**WHAT YOU ARE ASKED TO DO:** With the pictures left out, write out exactly the lines of the listing below that run from the line with "This screenshot has height=765, width=700." through the line with "is (631, 840).".

**SUPPLIED ENTRIES:**
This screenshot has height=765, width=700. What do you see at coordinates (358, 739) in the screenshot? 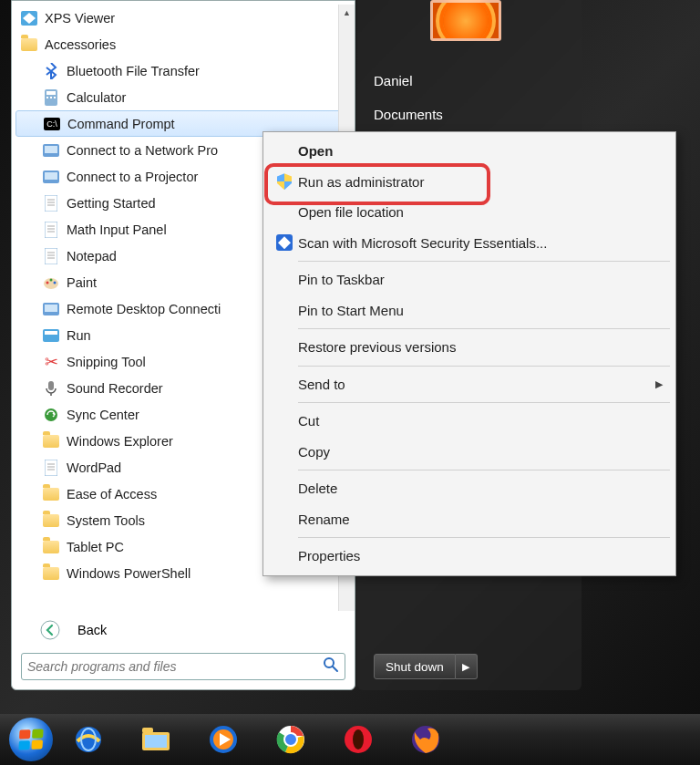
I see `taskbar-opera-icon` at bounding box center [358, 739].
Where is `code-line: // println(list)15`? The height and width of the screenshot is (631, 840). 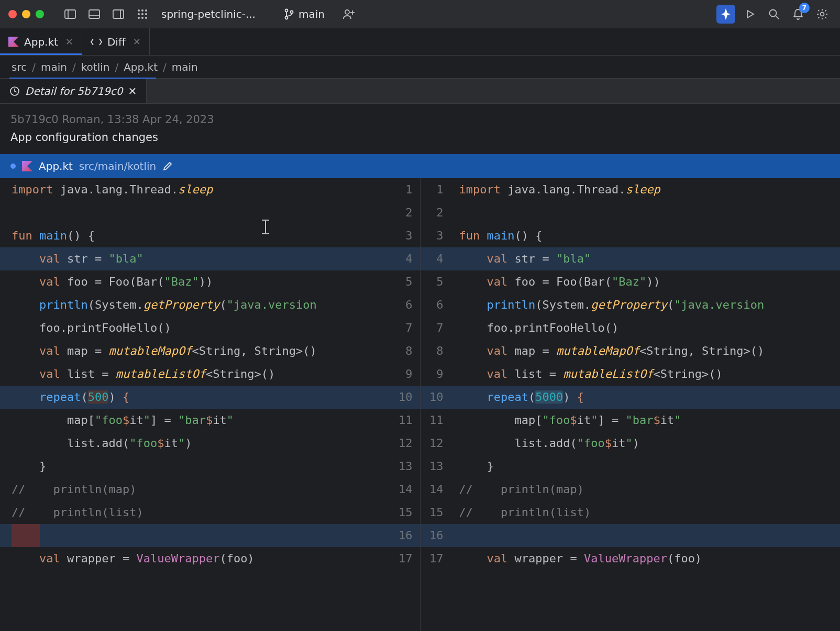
--
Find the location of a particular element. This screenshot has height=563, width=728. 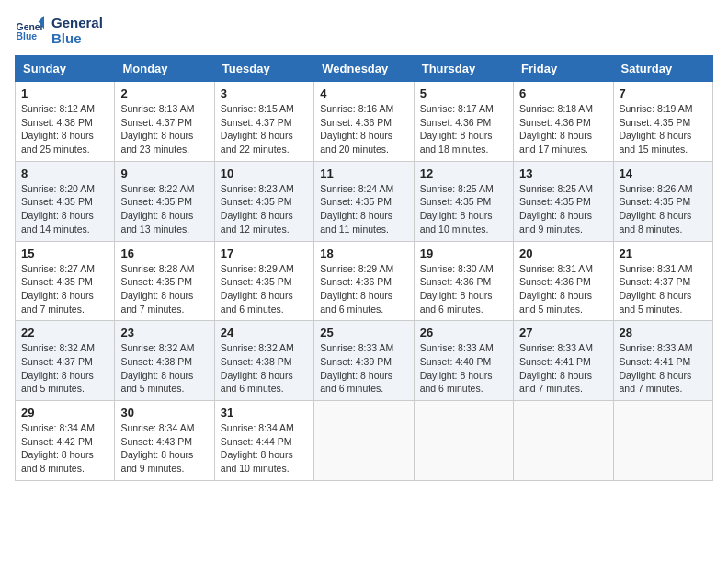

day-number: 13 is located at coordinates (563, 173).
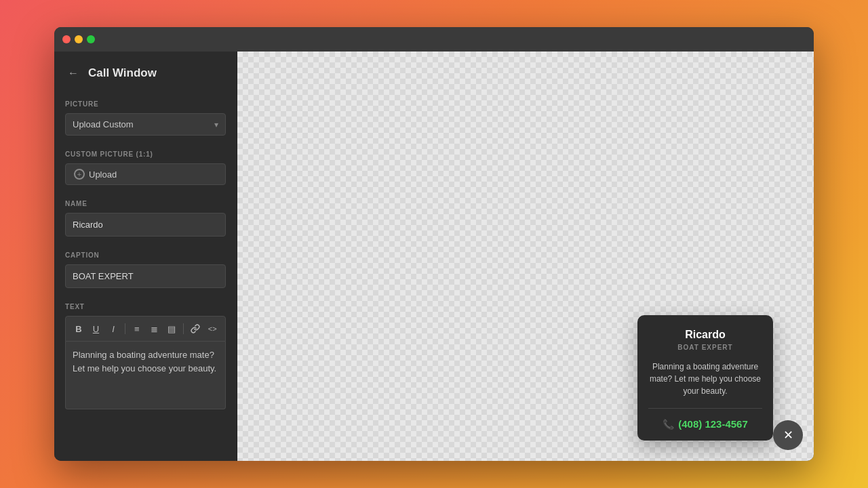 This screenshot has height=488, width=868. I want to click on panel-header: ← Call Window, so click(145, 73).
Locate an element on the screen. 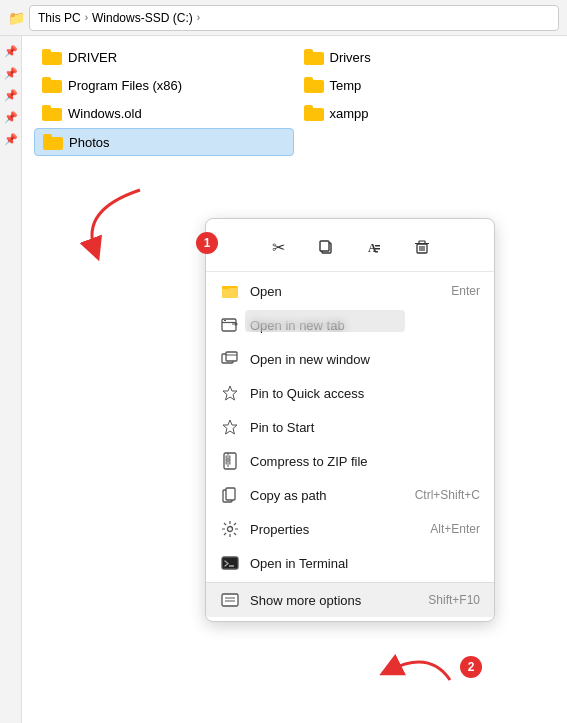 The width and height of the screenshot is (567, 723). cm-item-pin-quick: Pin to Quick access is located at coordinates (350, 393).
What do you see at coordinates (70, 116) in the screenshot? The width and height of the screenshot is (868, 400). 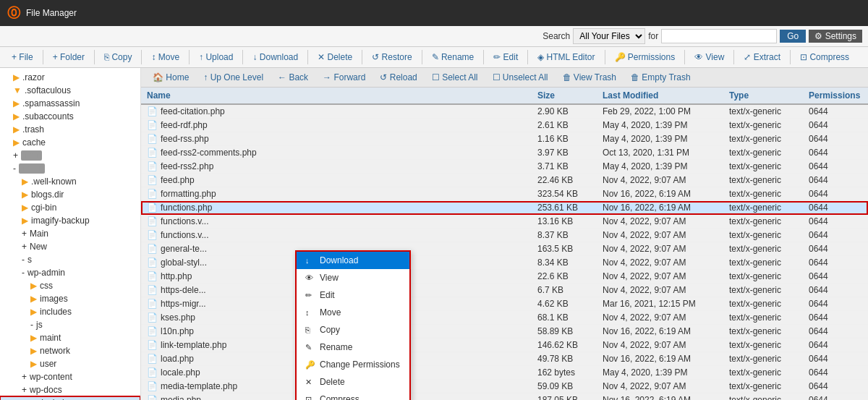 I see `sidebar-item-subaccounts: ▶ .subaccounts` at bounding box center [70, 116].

**SOLUTION BELOW:**
This screenshot has height=765, width=700. What do you see at coordinates (358, 739) in the screenshot? 
I see `taskbar-opera-icon` at bounding box center [358, 739].
Where is `code-line: // println(list)15`? The height and width of the screenshot is (631, 840). 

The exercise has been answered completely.